One of the other difficulties was devising scripts to properly decode two different data compression algorithms used for the graphics: Lempel-Ziv sliding window compression and a customized run-length encoding for animation frames.
"Data compression was very important in the 1990s to speed up loading from slow 100kb/sec CD-ROM drives and to conserve scarce memory, which totaled only 2mb to 4mb for both the operating system and application," says Siegel. "So the Living Books products relied heavily on keeping animation frames run-length encoded in memory and drawing them directly in that format - it was one of Living Books' original technical breakthroughs."
Siegel continues: "It reduced the graphics size and sped up drawing both by a factor of about 3x, enabling sufficiently fast playback of hand-drawn animation without constantly stopping to load new graphics from the CD-ROM. It was critical to get this done efficiently and correctly. Additionally, the new platforms are now powerful enough to not only decode the data and display the data, but also scale it dynamically using bi-cubic interpolation to fit the optimal resolution for each device the apps run on."
Additionally, lots of tweaking had to be done to get the new engine to play back the animations correctly. Objects on each storybook page have action scripts set by the original animators. Says Siegel, "The abilities and interpretation of these scripts were extended and refined over several years throughout the production of the original storybooks. To re-create the storybooks' exact behavior, the new engine needed fine adjustments to get all the script capabilities right, and to negotiate conflicts between different interpretations."
One issue in Finding Nemo that also arose in other movie scenes illustrates how a stereoscopic film has more of a need to have "everything look correct."
Keeping Things the Same
Like the Pixar projects, all the storybook animation remained essentially the same. But for Wanderful, it was even more important to make sure none of the animation had to be modified. The original scene production was done in Macromedia Director, an animation tool long since discontinued.

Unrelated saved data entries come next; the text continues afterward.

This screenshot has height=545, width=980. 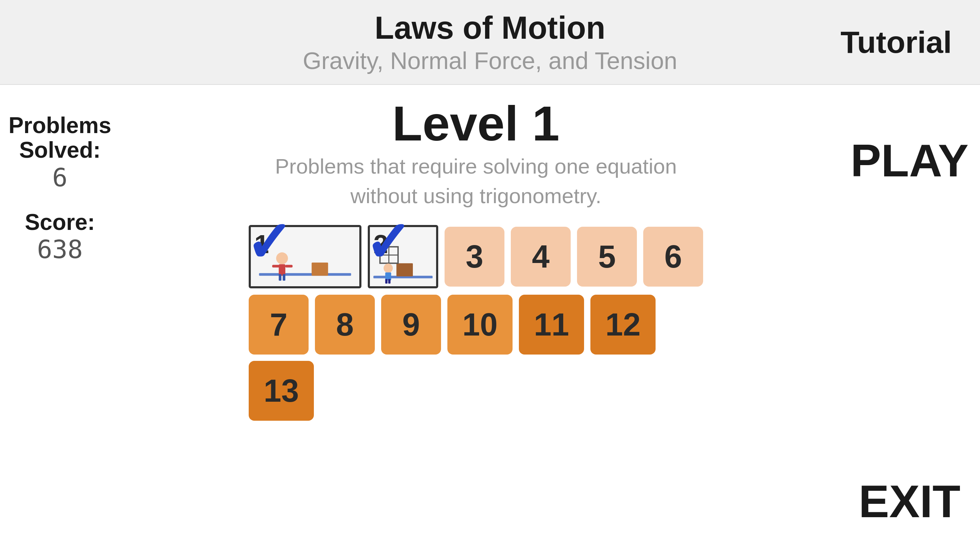 What do you see at coordinates (476, 257) in the screenshot?
I see `grid-row-1: 1` at bounding box center [476, 257].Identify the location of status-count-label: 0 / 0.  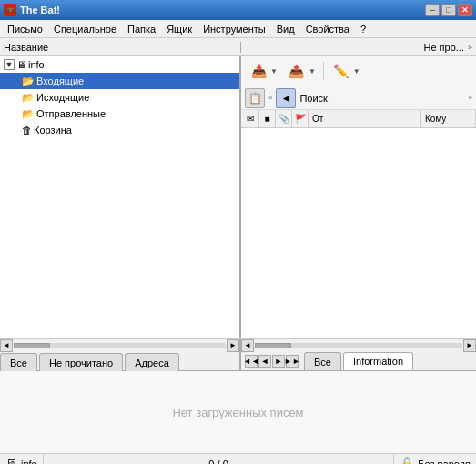
(218, 462).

Creating a new animated Wanderful title screen to play back in the engine required resurrecting some of the original 20-year-old production software. "Rob Bell (one of the other original Living Books programmers) and I spent days pulling obsolete Mac computers from storage and cobbling them together into an archaic configuration we finally got to work, patching scraps of software from eBay and ancient CD-ROMs into a new production pipeline," Siegel recalls. "Bootstrapping a functioning system that could run the software and access the Internet for data transfer was a test of our determination."
Other difficulties arose from the desire to maintain one core code base for all platforms. This included the ancillary assets that were created to enhance the information provided with each storybook application. A decision was made to create these ancillary assets in HTML/JavaScript and display them using an embedded browser that appears to be part of the application.
A New Beginning
Despite these challenges and technical difficulties, both Pixar and Wanderful have demonstrated that producing new, vibrant products based on products created and released a decade or more before are possible and practical if motivated, talented teams are assembled for this purpose and the software they must revive is suitable to being updated.

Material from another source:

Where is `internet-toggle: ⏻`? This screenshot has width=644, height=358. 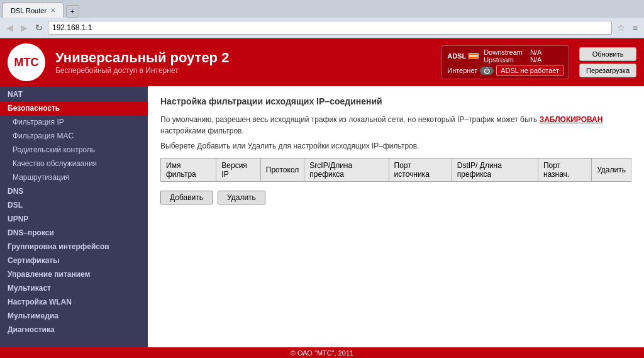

In fact, the new products they produced have earned awards and acclaim for bringing new life to classic entertainment. Moreover, they have proven that digital alchemy can be realized through the box-office success of Pixar's 3D films and sales of Wanderful's popular applications.
Author's Note: This article could not have been written without the help and insight from the Pixar 3D team, especially Mark VandeWettering and Daniel McCoy, and Wanderful's programming team: Matt Siegel, Glenn Axworthy, and Rob Bell. Special thanks also goes to Pixar's Joshua Hollander and Chris Wiggum, who helped get the conversation at Pixar started and monitored the communications effectively.